Daily Archives: February 3, 2018

High and Low (1963)

High and Low (Tengoku to jigoku)
Directed by Akira Kurosawa
Written by Hideo Oguni, Akira Kurosawa etc. from a novel by Evan Hunter (Ed McBain)
1963/Japan
Kurosawa Production Company/Toho Co.
Repeat viewing/Netflix rental

[box] Ginjirô Takeuchi, medical intern: …Besides, it’s amusing to make fortunate men taste the same misery as the unfortunate.[/box]

Repeat viewings do not lessen the pleasures of this one.

Kingo Gondo (Toshiro Mifune) is the factory manager of National Shoe Co.  He has been quietly buying up stock in order to take charge of the company.  There is a dispute between the director/stockholders who want to make stylish but cheap and profitable shoes and Gondo who wants to make a quality product.  It is clear that the other stockholders want to force Gondo out if he won’t go along.  Gondo has now mortgaged everything he owns in order to acquire the final shares that will give him a majority.

At this precise moment, a kidnapper seizes a boy that he believes to be Gondo’s son.  Gondo is only too happy to pay the ransom.  But when it turns out the kidnapper seized his chauffeur’s son by mistake, Gondo has a crisis of conscience.  The remainder of the movie is a police procedural covering advice given during the kidnapping itself and later the search for the kidnapper and the money.  With Tetsuya Nakadai as the lead detective on the case.

I’ve always loved this one.  Maybe it’s because I enjoy seeing Mifune in his more subdued roles.  I have to admit that the second act drags a bit and that the scenes in the heroin den are perhaps overdone.  Nothing that mars my enjoyment of the story though.  Recommended.

The Ghost (1963)

The Ghost (Lo spettro)
Directed by Riccardo Freda
Written by Oreste Biancole and Riccardo Freda
1963/Italy
Panda Societa per L’Industria Cinematografica
First viewing/Amazon Prime

 

[box] “Now I know what a ghost is. Unfinished business, that’s what.” ― Salman Rushdie, The Satanic Verses[/box]

This is a solid ghost story but not outstanding in any way.

Scientist Dr. John Hitchcock is confined to a wheelchair.  His only remaining interest is exploring the borderland between life and death through seances.  “Friend” Dr. Charles Baldwin is experimenting on the use of a poison and antidote to stimulate John’s crippled limbs.  Charles is having an affair with John’s young wife Margaret (Barbara Steele).  The two execute a plan to murder John for the treasure he has hidden.  But before long they are wondering whether John has come back from the grave to haunt them.

This is OK.  It’s always fun to watch Barbara Steele.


▶ [Task description] Count every line below in which "vaporization" occurs, then give only the count.

***** Provided records *****

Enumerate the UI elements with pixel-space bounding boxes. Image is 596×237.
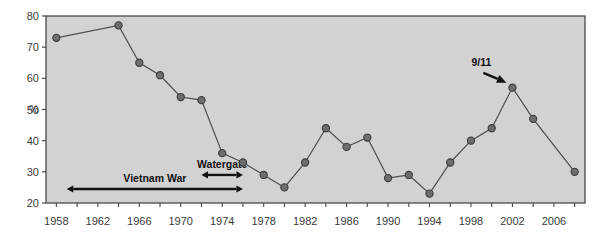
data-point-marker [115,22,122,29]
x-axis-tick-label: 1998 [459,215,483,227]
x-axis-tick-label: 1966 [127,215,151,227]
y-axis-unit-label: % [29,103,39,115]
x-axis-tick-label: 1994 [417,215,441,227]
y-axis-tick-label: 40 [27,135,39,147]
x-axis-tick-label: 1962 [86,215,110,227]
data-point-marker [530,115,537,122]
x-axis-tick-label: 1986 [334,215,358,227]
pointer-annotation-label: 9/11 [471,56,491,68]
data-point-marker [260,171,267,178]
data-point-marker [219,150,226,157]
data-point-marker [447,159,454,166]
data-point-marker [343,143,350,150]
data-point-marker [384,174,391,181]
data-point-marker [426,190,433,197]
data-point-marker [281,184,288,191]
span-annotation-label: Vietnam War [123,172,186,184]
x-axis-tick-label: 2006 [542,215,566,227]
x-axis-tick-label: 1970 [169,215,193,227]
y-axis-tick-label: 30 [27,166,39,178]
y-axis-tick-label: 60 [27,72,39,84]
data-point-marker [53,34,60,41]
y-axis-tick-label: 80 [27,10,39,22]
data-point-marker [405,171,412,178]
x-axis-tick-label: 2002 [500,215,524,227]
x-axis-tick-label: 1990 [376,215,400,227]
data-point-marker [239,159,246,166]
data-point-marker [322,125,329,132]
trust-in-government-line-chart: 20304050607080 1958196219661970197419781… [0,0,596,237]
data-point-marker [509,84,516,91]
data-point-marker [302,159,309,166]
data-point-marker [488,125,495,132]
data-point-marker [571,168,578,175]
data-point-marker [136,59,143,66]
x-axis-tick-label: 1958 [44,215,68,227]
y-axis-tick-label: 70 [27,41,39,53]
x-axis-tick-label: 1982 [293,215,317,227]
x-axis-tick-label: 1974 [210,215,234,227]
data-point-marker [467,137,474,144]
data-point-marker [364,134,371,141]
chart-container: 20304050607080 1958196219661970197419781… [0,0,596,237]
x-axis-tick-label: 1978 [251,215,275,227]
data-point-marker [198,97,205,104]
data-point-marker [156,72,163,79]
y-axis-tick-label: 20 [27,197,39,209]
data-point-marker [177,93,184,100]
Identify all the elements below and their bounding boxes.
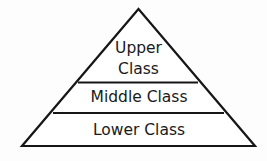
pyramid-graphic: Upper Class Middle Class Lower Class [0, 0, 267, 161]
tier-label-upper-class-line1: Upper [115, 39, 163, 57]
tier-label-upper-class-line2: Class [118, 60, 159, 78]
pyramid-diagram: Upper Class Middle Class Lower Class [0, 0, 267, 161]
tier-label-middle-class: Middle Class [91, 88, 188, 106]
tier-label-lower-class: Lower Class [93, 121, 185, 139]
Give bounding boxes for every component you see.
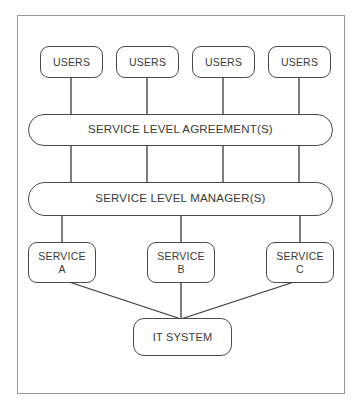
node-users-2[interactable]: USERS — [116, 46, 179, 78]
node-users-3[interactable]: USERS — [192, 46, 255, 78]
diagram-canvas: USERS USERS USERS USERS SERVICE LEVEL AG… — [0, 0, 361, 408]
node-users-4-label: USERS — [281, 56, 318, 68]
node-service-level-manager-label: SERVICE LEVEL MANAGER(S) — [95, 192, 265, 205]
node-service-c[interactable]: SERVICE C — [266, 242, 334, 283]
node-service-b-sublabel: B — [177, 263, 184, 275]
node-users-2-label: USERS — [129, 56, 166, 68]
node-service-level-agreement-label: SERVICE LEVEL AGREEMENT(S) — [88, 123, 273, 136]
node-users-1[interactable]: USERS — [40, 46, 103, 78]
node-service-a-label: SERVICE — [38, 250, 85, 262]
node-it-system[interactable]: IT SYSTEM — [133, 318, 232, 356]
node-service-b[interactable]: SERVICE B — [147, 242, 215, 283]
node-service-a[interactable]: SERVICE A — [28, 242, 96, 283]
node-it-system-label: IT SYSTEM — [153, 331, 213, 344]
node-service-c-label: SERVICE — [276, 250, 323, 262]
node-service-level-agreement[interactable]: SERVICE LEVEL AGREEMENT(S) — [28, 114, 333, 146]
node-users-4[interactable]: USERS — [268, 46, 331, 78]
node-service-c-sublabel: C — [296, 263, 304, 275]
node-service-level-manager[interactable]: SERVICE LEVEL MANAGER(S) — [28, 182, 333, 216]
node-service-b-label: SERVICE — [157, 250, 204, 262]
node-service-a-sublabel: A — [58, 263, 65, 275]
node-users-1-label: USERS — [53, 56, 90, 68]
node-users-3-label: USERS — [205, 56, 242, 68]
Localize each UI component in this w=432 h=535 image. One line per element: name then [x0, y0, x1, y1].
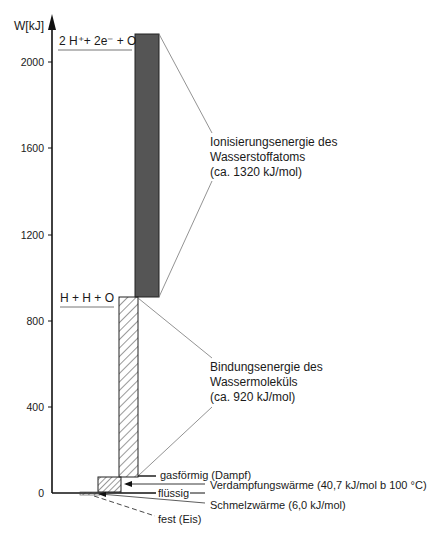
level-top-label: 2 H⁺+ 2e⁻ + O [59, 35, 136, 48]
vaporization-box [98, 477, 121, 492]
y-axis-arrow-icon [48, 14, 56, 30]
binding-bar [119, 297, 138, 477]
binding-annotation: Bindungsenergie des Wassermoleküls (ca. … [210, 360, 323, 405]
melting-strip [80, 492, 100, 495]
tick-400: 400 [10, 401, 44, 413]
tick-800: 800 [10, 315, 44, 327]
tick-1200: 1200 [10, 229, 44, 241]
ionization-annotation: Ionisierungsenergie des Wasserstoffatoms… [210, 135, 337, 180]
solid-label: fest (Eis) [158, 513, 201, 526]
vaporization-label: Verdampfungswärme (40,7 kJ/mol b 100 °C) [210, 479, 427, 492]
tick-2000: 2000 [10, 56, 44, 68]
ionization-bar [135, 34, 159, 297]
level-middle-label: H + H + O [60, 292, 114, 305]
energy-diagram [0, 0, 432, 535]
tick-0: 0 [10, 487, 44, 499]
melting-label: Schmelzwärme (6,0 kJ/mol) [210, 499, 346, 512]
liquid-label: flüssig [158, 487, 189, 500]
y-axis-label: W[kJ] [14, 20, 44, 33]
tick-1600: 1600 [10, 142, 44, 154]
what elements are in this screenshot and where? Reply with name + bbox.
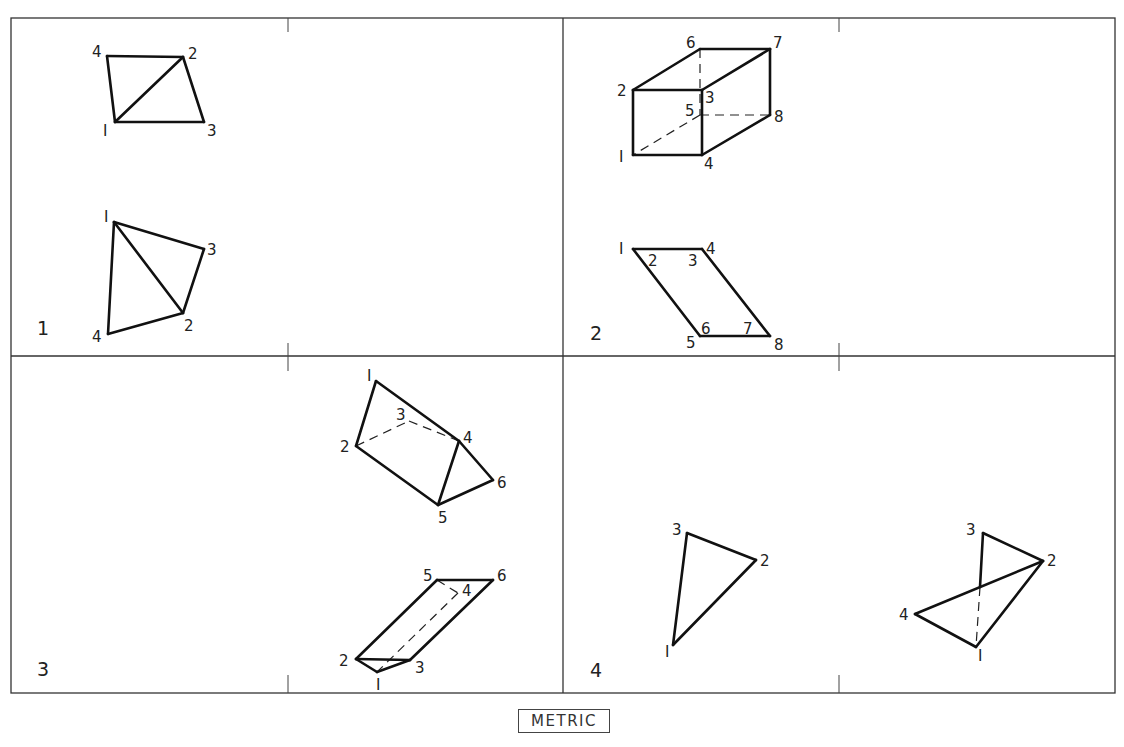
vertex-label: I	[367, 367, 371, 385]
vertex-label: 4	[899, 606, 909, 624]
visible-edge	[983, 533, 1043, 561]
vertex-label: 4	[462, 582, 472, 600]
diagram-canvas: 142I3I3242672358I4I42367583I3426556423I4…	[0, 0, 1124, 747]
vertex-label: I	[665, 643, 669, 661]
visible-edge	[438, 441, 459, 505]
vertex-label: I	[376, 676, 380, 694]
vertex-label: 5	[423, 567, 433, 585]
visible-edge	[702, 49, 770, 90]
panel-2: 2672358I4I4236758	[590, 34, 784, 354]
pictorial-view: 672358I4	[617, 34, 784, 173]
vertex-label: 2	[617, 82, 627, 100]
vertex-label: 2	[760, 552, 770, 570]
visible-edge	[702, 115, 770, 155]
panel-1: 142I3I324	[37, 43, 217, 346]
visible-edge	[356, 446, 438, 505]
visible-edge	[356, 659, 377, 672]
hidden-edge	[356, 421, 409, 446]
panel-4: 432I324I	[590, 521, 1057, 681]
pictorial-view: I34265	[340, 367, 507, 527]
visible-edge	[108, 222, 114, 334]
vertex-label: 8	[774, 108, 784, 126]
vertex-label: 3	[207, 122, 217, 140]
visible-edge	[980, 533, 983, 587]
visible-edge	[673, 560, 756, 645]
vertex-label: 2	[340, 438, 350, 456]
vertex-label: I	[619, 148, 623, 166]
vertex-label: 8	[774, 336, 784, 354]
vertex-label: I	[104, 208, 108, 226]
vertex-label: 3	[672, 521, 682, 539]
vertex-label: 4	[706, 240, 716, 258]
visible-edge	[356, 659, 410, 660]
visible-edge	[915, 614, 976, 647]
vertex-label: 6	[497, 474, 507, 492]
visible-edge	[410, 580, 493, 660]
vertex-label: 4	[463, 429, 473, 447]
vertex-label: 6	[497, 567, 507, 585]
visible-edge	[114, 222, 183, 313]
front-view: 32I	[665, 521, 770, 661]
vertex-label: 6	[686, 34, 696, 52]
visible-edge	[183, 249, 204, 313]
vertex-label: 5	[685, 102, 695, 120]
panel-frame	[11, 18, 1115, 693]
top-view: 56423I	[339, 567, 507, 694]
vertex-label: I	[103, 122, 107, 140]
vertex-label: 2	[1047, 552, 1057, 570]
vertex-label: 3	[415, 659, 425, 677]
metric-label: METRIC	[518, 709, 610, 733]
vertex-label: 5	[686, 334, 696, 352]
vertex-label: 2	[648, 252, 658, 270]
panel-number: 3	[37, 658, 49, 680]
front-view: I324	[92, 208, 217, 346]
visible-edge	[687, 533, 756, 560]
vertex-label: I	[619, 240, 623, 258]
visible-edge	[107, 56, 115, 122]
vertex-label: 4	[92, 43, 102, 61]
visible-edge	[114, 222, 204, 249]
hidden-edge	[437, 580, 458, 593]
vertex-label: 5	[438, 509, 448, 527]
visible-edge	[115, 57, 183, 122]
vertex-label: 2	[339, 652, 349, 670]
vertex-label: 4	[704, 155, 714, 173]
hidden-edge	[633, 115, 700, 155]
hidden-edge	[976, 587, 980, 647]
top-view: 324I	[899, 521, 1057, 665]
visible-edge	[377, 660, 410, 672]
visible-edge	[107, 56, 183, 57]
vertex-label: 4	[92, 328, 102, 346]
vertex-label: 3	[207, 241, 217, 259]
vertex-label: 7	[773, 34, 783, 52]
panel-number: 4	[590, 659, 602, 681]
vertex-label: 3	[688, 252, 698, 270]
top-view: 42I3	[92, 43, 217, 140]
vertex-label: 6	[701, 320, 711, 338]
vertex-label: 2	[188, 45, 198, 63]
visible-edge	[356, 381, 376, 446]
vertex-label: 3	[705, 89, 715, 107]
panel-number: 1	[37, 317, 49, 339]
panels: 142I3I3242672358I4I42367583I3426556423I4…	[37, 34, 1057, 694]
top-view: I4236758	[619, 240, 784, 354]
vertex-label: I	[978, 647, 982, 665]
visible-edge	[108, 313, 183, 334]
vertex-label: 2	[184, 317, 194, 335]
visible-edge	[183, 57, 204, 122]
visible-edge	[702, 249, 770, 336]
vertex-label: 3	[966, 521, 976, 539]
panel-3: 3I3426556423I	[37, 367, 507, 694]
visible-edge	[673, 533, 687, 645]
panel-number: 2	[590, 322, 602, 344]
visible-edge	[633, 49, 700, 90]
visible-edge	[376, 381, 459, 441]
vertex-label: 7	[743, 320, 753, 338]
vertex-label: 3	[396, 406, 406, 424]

*****

▶ [Exercise result] 2